I. Magdalena and the Mango Tree
riffing off Manuel’s undated painting Landscape with Sunflowers
I am Magdalena with the owl eyes, a long black braid like a horse’s tail. I wear a paper dress & coconut clogs my mother made with spindly hands. She is tall & skinny as a scarecrow but can tell time better than any rooster. She loves me more in dreams, she says, and cannot cry unless an onion is in her eye. Death will come soon enough, she says, so go play before night claims her prey. I hopscotch in the park of sunflowers tall as royal palms & howl to the dogs that take siestas in a kapok’s shade. A dozen widows in cobweb gowns knit baby clothes from jumbles of yarn. They shout in choral glee, sing us canticles to the papaya, lovely child, sing us seguidillas to the chirimoya too. I tell them no, no, you lady crows, it’s two o’clock, merienda time, and my mother awaits with teas of purslane & malanga fritters. At our shrine of cowrie shells, we will pray to La Vírgen de Regla with cups of seawater, lard lights, and I will sign of the cross on her lips, she the same to my eyes, and before the last church bell rings we will dance round our mango tree with ripe fruit big as the kidneys of bulls that graze in the graves of the stillborn, those raggedy toddlers picked too soon, and then at star-rise we will pig out on the fallen stinky fruit with hands tied, wet-earth knees, mouths bare, noses rooting like the holy hogs of Bethlehem, our slopped nostrils so deep, so deep into skin, flesh, & sap of everlasting life.
II. Manifesto
Before they bury me in a coffin of scrap wood with lead crumbs, I would like to paint on a canvas of sweet water with waves that go up and down like butterfly wings in a breeze of frankincense. I would look for my canvas in a river whose shores are the spongy womb of Mother Mary. Isn’t water purer than soil since God created water first? Don’t the unborn float joyfully in their warm amnions until the world wrenches them into a life of penuries and wants? With ferocious tone, your lips on fire, you ask me, Angel of Doubt, how would I paint on water since I’m an earthly creature, the son of mud and the grandson of slime? Whether I’m awake or asleep, you bring anguish into my world as if hope were just flotsam in some stagnant sea. You numb my hands when I take the brush. You make my eyes see blood when the sky is blue. You make me smell ammonia when I put a lily to my nose. You are wrong, so wrong. I will mock you as rust mocks steel, as termites mock wood, as rain mocks stone. I will find my own Eden on that river between mountains, my little boat safe and steady with its anchor of faith, and I will paint landscapes and still lifes with a brush big as an oar, my palette the rainbow, my light that of the sun that evaporates sighs and moans to Easter clouds.
III. Anaphora to a Small Cuban River
after Manuel’s circa 1943 painting San Juan River, Matanzas
River of ruffles, more a creek or a run-off than a proud & sovereign waterway, a smudge of famished water on hard clay.
River of humped canoes & banana boats urchin boys row in flotillas of carnaval as nuns sleep siestas of guava marmalade.
River of red crabs whose claws are claves that chatter canticles on Easter Sunday when the poor get their alms of fatty lechón.
River of shallow houses with beaded doors that welcome multitudes of the wayward, the displaced, the haggard seeking charity.
River of redemption where cradles of corn husk & vine bassinets wash into foundling houses where the scrapped & cast-off bloom to wholeness.
River of memory that carves the stones of sin into amulets of grace & makes us weep our Taíno brethren burned for the Creed, our African brethren shackled to sugar cane.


WHAT YOU SHOULD DO: Could you show all lines in the entries below that contain the string "greens"?

(Excerpts from a figure dataset)
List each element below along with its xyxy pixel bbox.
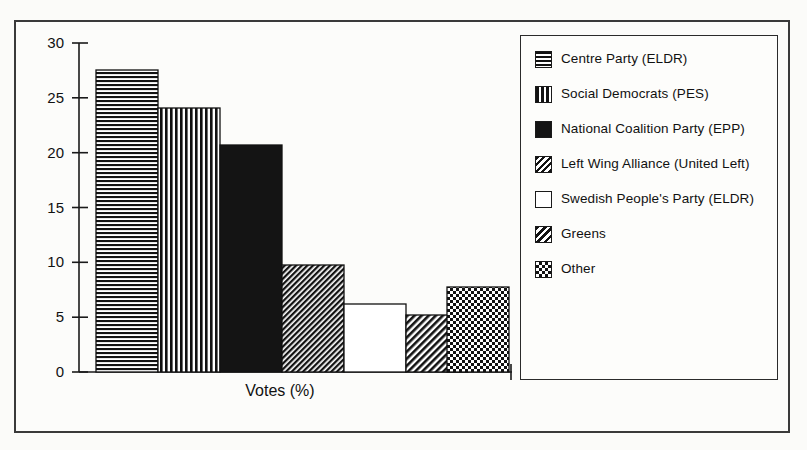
bar-social-democrats bbox=[158, 108, 220, 372]
legend-item-other: Other bbox=[535, 260, 767, 278]
bars-group bbox=[96, 70, 509, 372]
legend-item-greens: Greens bbox=[535, 225, 767, 243]
legend-item-national-coalition-party: National Coalition Party (EPP) bbox=[535, 120, 767, 138]
legend-swatch-vertical-stripes-icon bbox=[535, 86, 552, 103]
y-axis bbox=[72, 43, 88, 372]
legend-label-other: Other bbox=[561, 260, 595, 277]
figure-root: 30 25 20 15 10 5 0 Votes (%) Centre Part… bbox=[0, 0, 807, 450]
bar-national-coalition-party bbox=[220, 145, 282, 372]
legend-label-left-wing-alliance: Left Wing Alliance (United Left) bbox=[561, 155, 750, 172]
legend-label-social-democrats: Social Democrats (PES) bbox=[561, 85, 709, 102]
legend-swatch-diagonal-hatch-dense-icon bbox=[535, 156, 552, 173]
legend-swatch-horizontal-stripes-icon bbox=[535, 51, 552, 68]
x-axis-title: Votes (%) bbox=[150, 382, 410, 400]
legend-item-swedish-peoples-party: Swedish People's Party (ELDR) bbox=[535, 190, 767, 208]
bar-other bbox=[447, 287, 509, 372]
legend-swatch-solid-black-icon bbox=[535, 121, 552, 138]
chart-legend: Centre Party (ELDR) Social Democrats (PE… bbox=[520, 35, 778, 380]
legend-item-centre-party: Centre Party (ELDR) bbox=[535, 50, 767, 68]
legend-item-left-wing-alliance: Left Wing Alliance (United Left) bbox=[535, 155, 767, 173]
y-tick-label-5: 5 bbox=[28, 308, 64, 325]
legend-swatch-diagonal-hatch-icon bbox=[535, 226, 552, 243]
y-tick-label-0: 0 bbox=[28, 363, 64, 380]
y-tick-label-20: 20 bbox=[28, 144, 64, 161]
bar-left-wing-alliance bbox=[282, 265, 344, 372]
legend-label-swedish-peoples-party: Swedish People's Party (ELDR) bbox=[561, 190, 754, 207]
legend-label-greens: Greens bbox=[561, 225, 606, 242]
y-tick-label-10: 10 bbox=[28, 253, 64, 270]
legend-swatch-white-blank-icon bbox=[535, 191, 552, 208]
legend-item-social-democrats: Social Democrats (PES) bbox=[535, 85, 767, 103]
legend-swatch-checkerboard-icon bbox=[535, 261, 552, 278]
y-tick-label-30: 30 bbox=[28, 34, 64, 51]
legend-label-centre-party: Centre Party (ELDR) bbox=[561, 50, 687, 67]
bar-swedish-peoples-party bbox=[344, 304, 406, 372]
bar-centre-party bbox=[96, 70, 158, 372]
y-tick-label-25: 25 bbox=[28, 89, 64, 106]
y-tick-label-15: 15 bbox=[28, 199, 64, 216]
legend-label-national-coalition-party: National Coalition Party (EPP) bbox=[561, 120, 745, 137]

FINISHED TASK:
legend-item-greens: Greens bbox=[535, 225, 767, 243]
legend-label-greens: Greens bbox=[561, 225, 606, 242]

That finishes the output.